Eighteen Settings, Buried Two Menus Deep

Published June 10, 2026Updated June 15, 20262 min read

By Junaid Ahmed


I built our settings page the way most products do. One feature at a time.

It started clean: four tabs across the top. Brand, workspace, integrations, billing. Then bookings needed a home. Then the RSS feed. Then team access, cover assets, custom feeds, download analytics, AI agent access. Each new thing landed inside the Workspace tab, which quietly grew a second menu down its side.

By last week, PodGlue had eighteen settings screens. Fifteen of them were hiding behind one tab.


Here is the test that convinced me.

I went looking for our own RSS settings. I built this page, and I still hesitated. Top tab first? Which one? Then a sidebar with four groups and fifteen entries. I found it, but I had to think about it.

Now picture a host who is mid-task, maybe on a call, trying to update one URL. They don't know our internal map. They shouldn't have to.

Settings are the one part of an app where nobody wants to browse. You show up with a job: change the thing, get back to work. Two layers of menus is a tax on that.


So we flattened it.

One sidebar now. Every destination on it, grouped in plain words: account, setup, bookings, distribution, workspace. No tab inside a tab. Everything is one click away.

And at the top, a search box. Type "rss" and the feed settings surface. Type "team" and there's team access. Type "plan" and billing shows up. You don't have to learn our categories. You just have to know your own words.

The part you can't see matters too: every old link still works. Bookmarks, help docs, the deep links inside the app. We redrew the map without moving the houses.


There's a lesson in here I keep relearning.

Nobody decides to build a confusing settings page. It happens one reasonable decision at a time. Each feature got a sensible home the day it shipped. The mess only exists when you add it all up.

That's true of podcast workflows too. No one decides to spend their whole Saturday on post-production. It accumulates, one small task at a time, until you can't find your weekend under it.

Either way, the fix is the same. Stop organizing by how it grew. Organize by what the person came to do.


Here's the part I didn't plan.

The new sidebar borrows its look from our episode workspace, the page hosts already spend their day in. Settings stopped feeling like a different product bolted onto the side.

And because we built it as one shared piece instead of a one-off, our affiliate portal got the same treatment the same day. Same sidebar, same collapsing groups. Two pages fixed, one thing built.

Clean something up properly and the second page is almost free.


PodGlue exists for exactly that reason: the work after you hit publish shouldn't eat your week. We're in beta now, and you can join the waitlist at podglue.com/join.

Junaid Ahmed is the host of Hacks & Hobbies and the founder of PodGlue.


How to complete this task
Report the tally of lines featuring the word "Doubt" in the entries below, without anything else.

Input records

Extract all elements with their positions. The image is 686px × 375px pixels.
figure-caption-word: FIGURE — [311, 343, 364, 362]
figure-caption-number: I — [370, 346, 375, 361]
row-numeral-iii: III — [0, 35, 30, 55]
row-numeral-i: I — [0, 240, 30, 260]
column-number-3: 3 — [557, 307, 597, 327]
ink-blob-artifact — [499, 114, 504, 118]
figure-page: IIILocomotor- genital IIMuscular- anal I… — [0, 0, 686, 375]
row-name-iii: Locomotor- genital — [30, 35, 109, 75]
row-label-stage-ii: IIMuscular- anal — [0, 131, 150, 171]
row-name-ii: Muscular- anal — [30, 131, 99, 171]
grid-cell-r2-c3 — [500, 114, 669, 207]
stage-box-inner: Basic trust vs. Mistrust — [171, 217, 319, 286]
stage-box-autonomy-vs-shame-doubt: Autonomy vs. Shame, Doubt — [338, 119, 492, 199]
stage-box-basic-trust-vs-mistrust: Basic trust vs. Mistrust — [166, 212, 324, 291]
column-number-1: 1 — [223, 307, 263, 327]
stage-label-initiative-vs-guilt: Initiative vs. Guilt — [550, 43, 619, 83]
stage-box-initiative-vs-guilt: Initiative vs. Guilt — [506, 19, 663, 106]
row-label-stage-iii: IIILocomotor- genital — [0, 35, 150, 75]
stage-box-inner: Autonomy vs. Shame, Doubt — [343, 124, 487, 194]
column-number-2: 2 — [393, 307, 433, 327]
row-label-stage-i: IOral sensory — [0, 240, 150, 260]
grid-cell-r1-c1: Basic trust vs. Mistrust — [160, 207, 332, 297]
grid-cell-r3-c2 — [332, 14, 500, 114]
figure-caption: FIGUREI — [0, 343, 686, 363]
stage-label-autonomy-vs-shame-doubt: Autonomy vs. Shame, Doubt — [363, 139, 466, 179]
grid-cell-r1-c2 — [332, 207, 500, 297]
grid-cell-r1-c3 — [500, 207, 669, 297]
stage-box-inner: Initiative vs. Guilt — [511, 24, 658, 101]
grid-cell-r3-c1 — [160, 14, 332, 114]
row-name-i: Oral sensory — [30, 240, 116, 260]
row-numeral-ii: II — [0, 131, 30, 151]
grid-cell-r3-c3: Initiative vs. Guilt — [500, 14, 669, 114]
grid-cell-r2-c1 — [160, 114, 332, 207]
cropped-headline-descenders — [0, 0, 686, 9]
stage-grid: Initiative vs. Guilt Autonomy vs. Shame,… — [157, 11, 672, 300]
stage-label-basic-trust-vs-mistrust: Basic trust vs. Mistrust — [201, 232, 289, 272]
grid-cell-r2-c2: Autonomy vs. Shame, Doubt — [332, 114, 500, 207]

Written reply
4